Amid this extraordinary mass exit and mobility, employers in certain industries are scrambling to retain workers and fill vacancies. Workers in low-wage service sectors such as fast food currently possess real power. Employers have offered higher wages and bonuses to keep their current workforce and to attract new workers. Between November 2020 and November 2021, average hourly wages increased 12.3 percent in the leisure and hospitality industry.

Yet some employers have resorted to less salutary methods to retain staff. They have ramped up enforcement of non-compete contract clauses to prevent workers from leaving for rivals offering higher wages and to send a message to their workforce to stay put. As many as 60 million Americans across income levels and occupations may be subject to a non-compete clause.

With broad and growing political opposition to, and new state-level legal restrictions on, non-compete clauses, employers have started using other contracts that function as non-compete clauses. Some use “liquidated damages” clauses that require employees to pay large amounts of money in the event they leave. Another increasingly common employment contract is the “training repayment agreement” that compels workers to repay large amounts of money for on-the-job training if they leave before a specified time. The trainings themselves are often a sham and merely a pretext for penalizing workers who leave. Both of these tactics can be even more pernicious than conventional non-competes because they restrict all departures, not only departures for “competitive” positions. They may even run afoul of the 13th Amendment’s prohibition on involuntary servitude.

For an employer, using a non-compete or another similar contract to retain workers is likely to be more attractive than raising wages or paying bonuses. Court action is often not necessary for non-competes to lock workers into place. Many workers bound by non-compete clauses mistakenly believe employers can and will sue them in court if they leave—even when state law does not allow it. Accordingly, these workers refrain from looking for new employment or reject job offers they receive.

Employers recognize that non-competes have this power. In California, where non-competes cannot be enforced against employees through legal action, one survey found that 45 percent of workplaces still use them with at least some of their workers. Non-competes are now deterring labor market mobility at a moment when higher wages and better treatment on the job are real possibilities for millions.

Reform may be imminent. President Joe Biden has recognized the scourge of non-competes and last summer encouraged the Federal Trade Commission (FTC) to limit employer use of these contract clauses.

In a sweeping July 2021 executive order entitled “Promoting Competition in the American Economy,” President Biden called on the FTC to consider “curtail[ing] the unfair use of non-compete clauses and other clauses or agreements that may unfairly limit worker mobility” through its rulemaking authority. (Full disclosure: in March 2019, the Open Markets Institute, where I work, led a labor and public interest coalition that petitioned the FTC to ban non-compete clauses for all workers.) Non-competes have drawn the president’s ire in the past. As a candidate for president in 2019, Biden tweeted, “We should get rid of non-compete clauses and no-poaching agreements that do nothing but suppress wages.”

The FTC should follow the president’s 2019 pledge and ban non-competes and related contracts for all workers. Although it has not initiated regulatory action or committed to enacting a new rule, the FTC may propose a regulation of non-competes this year, judging from a Statement of Regulatory Priorities published last month. A rule prohibiting non-compete clauses would be timely—the current labor market shows the value of effective worker mobility. A comprehensive FTC ban on non-competes would allow all workers, not only those at the top, to enjoy the fruits of employer competition for their services.

Sandeep Vaheesan is the legal director at the Open Markets Institute, an antimonopoly research and advocacy organization.

The views expressed in this article are the writer’s own.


▶ **Instructions to follow**
A single number is the whole answer: the tally of lines in the data below that include the word "Posterior".

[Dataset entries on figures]
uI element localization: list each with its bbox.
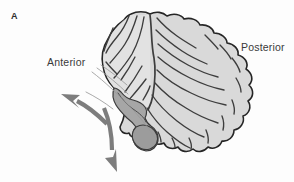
arrow-anterior-rotation: [61, 94, 107, 124]
panel-letter-a: A: [11, 11, 18, 21]
figure-panel-a: A Anterior Posterior: [0, 0, 294, 182]
arrow-upper-shaft: [77, 101, 107, 124]
label-posterior: Posterior: [241, 41, 285, 53]
arrow-lower-shaft: [104, 108, 112, 150]
arrow-lower-head: [105, 149, 117, 172]
pointer-line-4: [86, 92, 113, 109]
label-anterior: Anterior: [47, 56, 85, 68]
cerebellum-illustration: [0, 0, 294, 182]
cerebellum-body: [102, 12, 252, 152]
arrow-inferior-rotation: [104, 108, 117, 172]
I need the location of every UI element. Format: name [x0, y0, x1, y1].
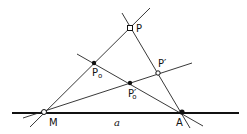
- line-p0-a: [77, 54, 203, 126]
- point-p: [128, 26, 133, 31]
- label-p0: Po: [92, 67, 102, 80]
- label-a: A: [176, 117, 183, 128]
- point-a: [179, 109, 184, 114]
- label-pprime: P′: [158, 58, 167, 69]
- projective-diagram: M A P Po P′ P′o a: [0, 0, 247, 134]
- label-p0prime: P′o: [128, 88, 137, 101]
- point-p0: [92, 61, 96, 65]
- point-pprime: [156, 71, 160, 75]
- label-a-line: a: [114, 117, 120, 128]
- label-m: M: [49, 117, 58, 128]
- point-p0prime: [128, 81, 132, 85]
- label-p: P: [136, 23, 142, 34]
- point-m: [42, 110, 47, 115]
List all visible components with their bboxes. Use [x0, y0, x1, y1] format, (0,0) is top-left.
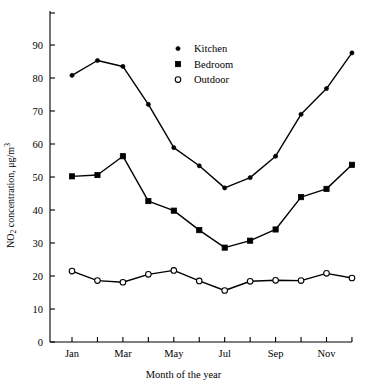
- data-point-outdoor: [247, 278, 253, 284]
- data-point-bedroom: [146, 198, 151, 203]
- data-point-bedroom: [197, 228, 202, 233]
- x-axis-tick-label: Nov: [317, 348, 336, 359]
- data-point-kitchen: [70, 73, 74, 77]
- axis-layer: 0102030405060708090JanMarMayJulSepNov: [33, 11, 353, 359]
- data-point-outdoor: [146, 272, 152, 278]
- data-point-kitchen: [223, 186, 227, 190]
- no2-concentration-line-chart: NO2 concentration, μg/m3 Month of the ye…: [0, 0, 367, 391]
- data-point-outdoor: [171, 268, 177, 274]
- data-point-kitchen: [274, 154, 278, 158]
- data-point-kitchen: [324, 86, 328, 90]
- data-point-outdoor: [196, 278, 202, 284]
- data-point-bedroom: [273, 227, 278, 232]
- data-point-bedroom: [349, 162, 354, 167]
- data-point-kitchen: [197, 164, 201, 168]
- y-axis-tick-label: 0: [38, 337, 43, 348]
- y-axis-tick-label: 50: [33, 172, 44, 183]
- x-axis-tick-label: May: [164, 348, 184, 359]
- data-point-kitchen: [299, 112, 303, 116]
- legend-marker-outdoor: [175, 77, 181, 83]
- data-point-outdoor: [298, 278, 304, 284]
- legend-label-bedroom: Bedroom: [194, 59, 233, 70]
- data-point-outdoor: [69, 268, 75, 274]
- legend-layer: KitchenBedroomOutdoor: [175, 43, 233, 85]
- plot-area: 0102030405060708090JanMarMayJulSepNov Ki…: [0, 0, 367, 391]
- data-point-outdoor: [222, 288, 228, 294]
- data-point-outdoor: [120, 279, 126, 285]
- x-axis-tick-label: Mar: [114, 348, 132, 359]
- data-point-kitchen: [248, 176, 252, 180]
- y-axis-tick-label: 10: [33, 304, 44, 315]
- data-point-outdoor: [273, 277, 279, 283]
- legend-label-outdoor: Outdoor: [194, 74, 230, 85]
- y-axis-tick-label: 20: [33, 271, 44, 282]
- y-axis-tick-label: 90: [33, 40, 44, 51]
- data-point-bedroom: [222, 245, 227, 250]
- legend-marker-bedroom: [175, 62, 180, 67]
- data-point-bedroom: [324, 186, 329, 191]
- series-layer: [69, 51, 355, 294]
- data-point-bedroom: [171, 208, 176, 213]
- data-point-bedroom: [248, 238, 253, 243]
- data-point-bedroom: [95, 172, 100, 177]
- data-point-kitchen: [146, 102, 150, 106]
- data-point-bedroom: [120, 154, 125, 159]
- data-point-outdoor: [349, 275, 355, 281]
- y-axis-tick-label: 70: [33, 106, 44, 117]
- data-point-kitchen: [95, 58, 99, 62]
- data-point-bedroom: [298, 195, 303, 200]
- data-point-kitchen: [350, 51, 354, 55]
- data-point-bedroom: [69, 174, 74, 179]
- series-line-bedroom: [72, 156, 352, 247]
- data-point-kitchen: [121, 64, 125, 68]
- data-point-outdoor: [95, 278, 101, 284]
- y-axis-tick-label: 60: [33, 139, 44, 150]
- legend-label-kitchen: Kitchen: [194, 43, 228, 54]
- y-axis-tick-label: 30: [33, 238, 44, 249]
- x-axis-tick-label: Jul: [219, 348, 231, 359]
- data-point-kitchen: [172, 146, 176, 150]
- data-point-outdoor: [324, 271, 330, 277]
- y-axis-tick-label: 80: [33, 73, 44, 84]
- legend-marker-kitchen: [176, 47, 180, 51]
- x-axis-tick-label: Jan: [65, 348, 80, 359]
- x-axis-tick-label: Sep: [268, 348, 284, 359]
- series-line-outdoor: [72, 270, 352, 290]
- y-axis-tick-label: 40: [33, 205, 44, 216]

▶ **Answer to the exercise**
2